Traditionally, imaging studies of the brain and spinal cord have been used to measure the progression of MS. Extensive damage in certain areas of the nervous system seem to be better predictors of a higher MS-related disability burden. Loss of brain volume in a deep-brain structure known as the thalamus, measured by magnetic resonance imaging (MRI), is considered a strong predictor of worsening disability in progressive MS. Additionally, MRI studies have shown that a higher number of lesions, as well as a loss of volume, in the cerebral cortex (the membrane that envelops the brain hemispheres) and the spinal cord are linked to worsening cognitive impairment and physical disability in people with MS.
Eye damage such as thinning of the optic nerves is also seen consistently in people with MS who develop worse disability over time. Optical coherence tomography, a test that can measure such damage, is a promising tool for predicting future disability in MS.

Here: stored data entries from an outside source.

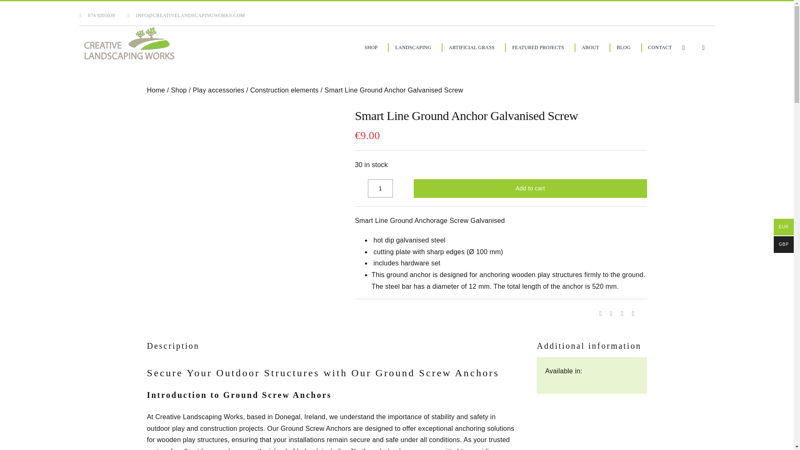 The image size is (800, 450). I want to click on LANDSCAPING, so click(412, 47).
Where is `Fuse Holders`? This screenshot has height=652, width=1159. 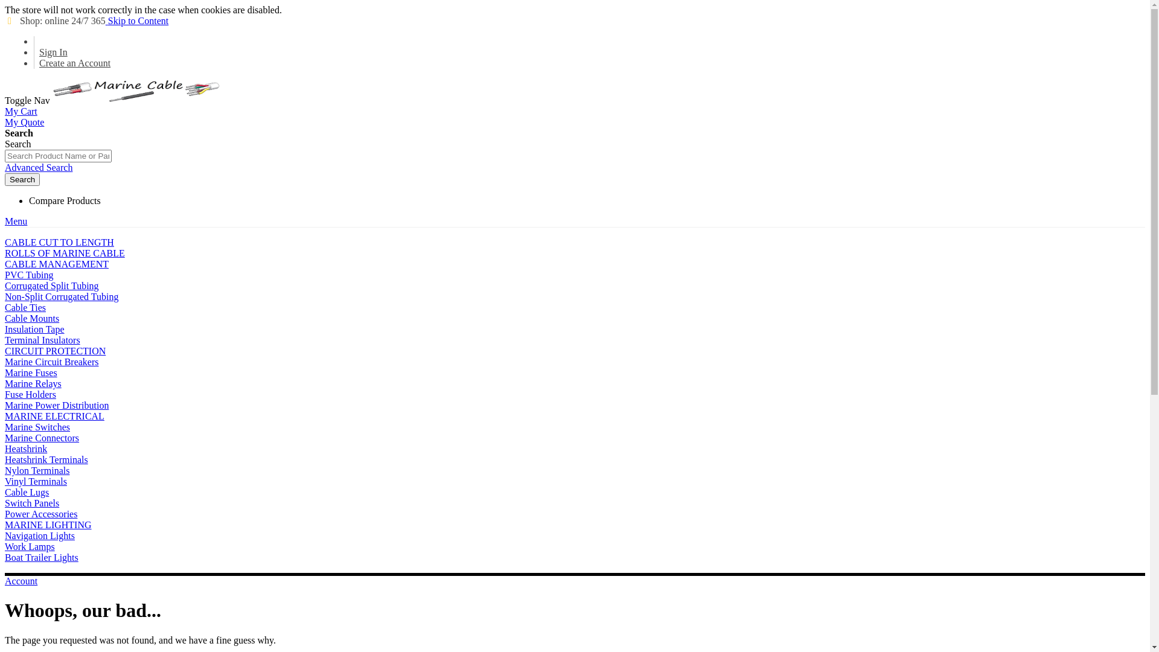
Fuse Holders is located at coordinates (30, 395).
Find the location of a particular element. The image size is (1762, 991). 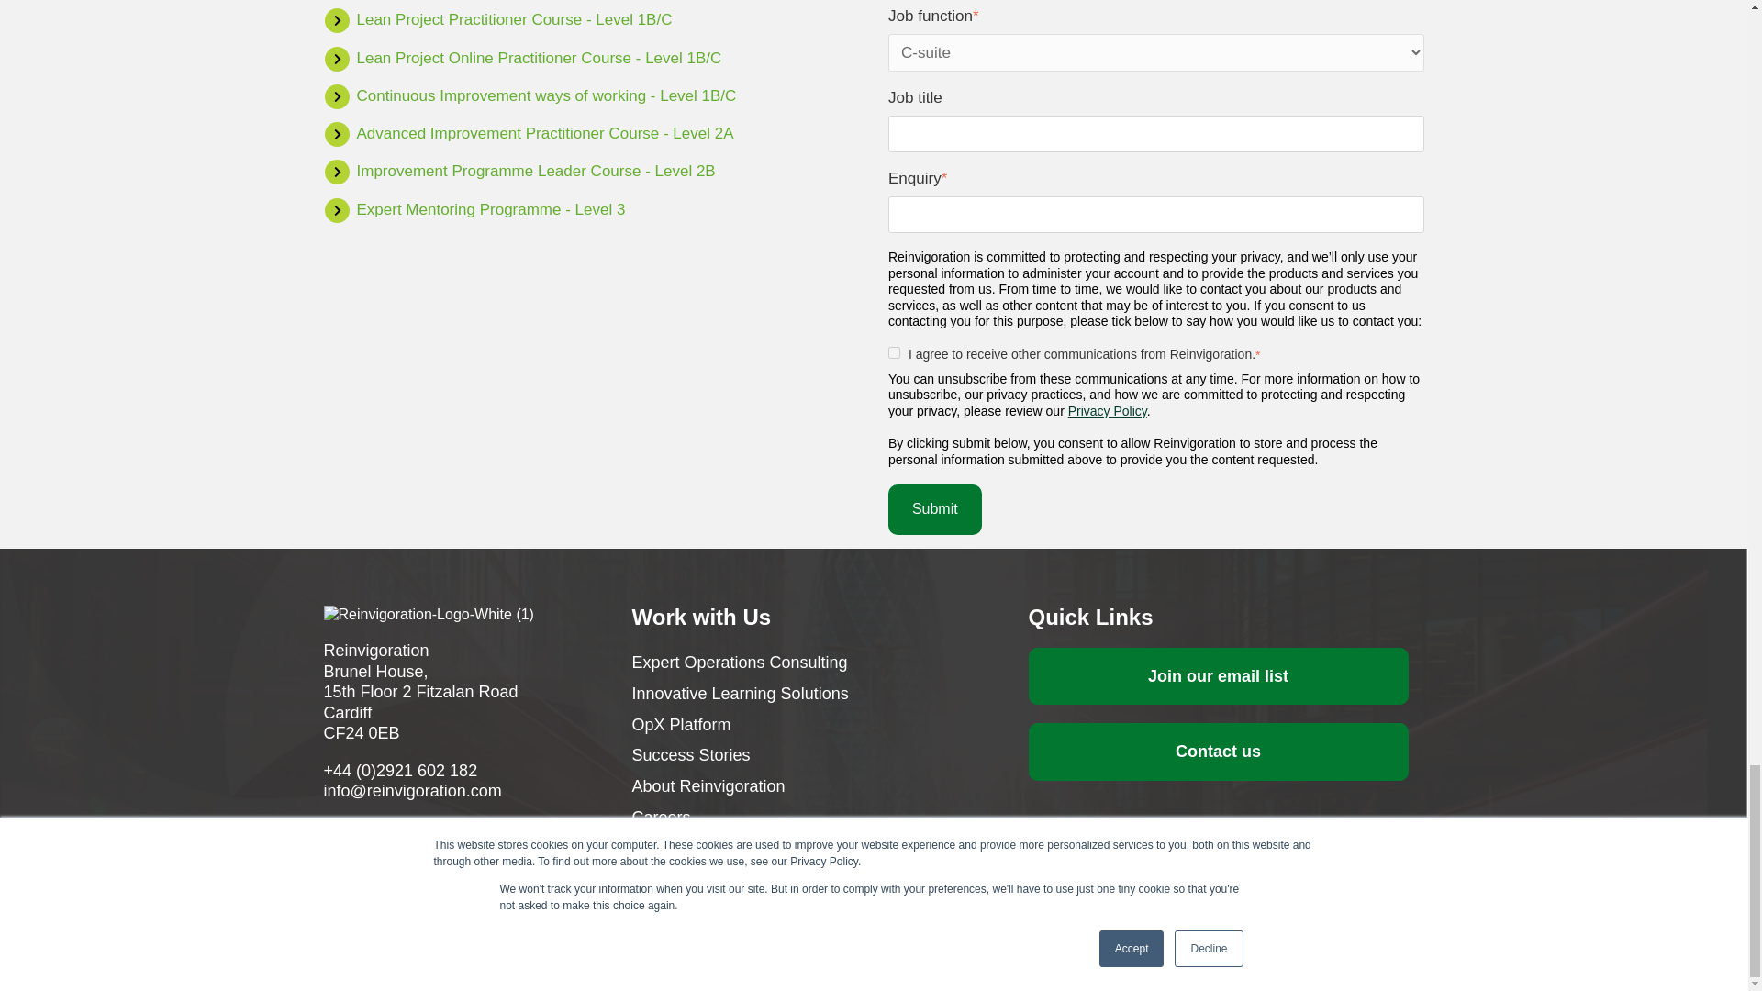

Submit is located at coordinates (934, 509).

What does the future hold?
Providers may soon be able to routinely use blood tests that can predict future severity of MS-related disability more accurately than other tools. Certain proteins are released in the bloodstream when neurons are damaged by diseases such as MS. Among those, neurofilament light chain (NfL) and glial fibrillary acidic protein (GFAP) have shown up in higher levels in the blood of people with MS included in clinical studies and have been linked to more severe disability. Research continues, but these lab tests are likely to ease the task of predicting which individuals with MS are likely to experience worsening disability.

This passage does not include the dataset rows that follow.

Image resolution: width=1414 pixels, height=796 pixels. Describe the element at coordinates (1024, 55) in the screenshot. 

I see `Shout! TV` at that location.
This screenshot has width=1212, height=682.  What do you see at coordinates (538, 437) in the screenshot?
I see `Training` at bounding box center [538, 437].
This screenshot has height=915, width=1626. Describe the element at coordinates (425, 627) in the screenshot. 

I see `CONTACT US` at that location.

In addition to identifying risk factors, starting highly effective therapies early in the disease course may reduce long-term disability, according to recent research. If you have MS, discuss your risk factors with your health care provider. Together, you can come up with the best strategies for reducing your odds of future disability.
Original Article
Predicting disability worsening in relapsing and progressive multiple sclerosis
Current Opinion in Neurology
Simmons, Sarah B.; Schippling, Sven; Giovannoni, Gavin; Ontaneda, Daniel
Abstract
Purpose of review
Multiple sclerosis (MS) is a clinically heterogeneous disease, which complicates expectant management as well as treatment decisions. This review provides an overview of both well established and emerging predictors of disability worsening, including clinical factors, imaging factors, biomarkers and treatment strategies.
Recent findings
In addition to well known clinical predictors (age, male sex, clinical presentation, relapse behaviour), smoking, obesity, vascular and psychiatric comorbidities are associated with subsequent disability worsening in persons with MS. A number of imaging features are predictive of disability worsening and are present to varying degrees in relapsing and progressive forms of MS. These include brain volumes, spinal cord atrophy, lesion volumes and optical coherence tomography features. Cerebrospinal and more recently blood biomarkers including neurofilament light show promise as more easily attainable biomarkers of future disability accumulation. Importantly, recent observational studies suggest that initiation of early-intensive therapy, as opposed to escalation based on breakthrough disease, is associated with decreased accumulation of disability overall, although randomized controlled trials investigating this question are underway.
Summary
Understanding risk factors associated with disability progression can help to both counsel patients and enhance the clinician's availability to provide evidence-based treatment recommendations.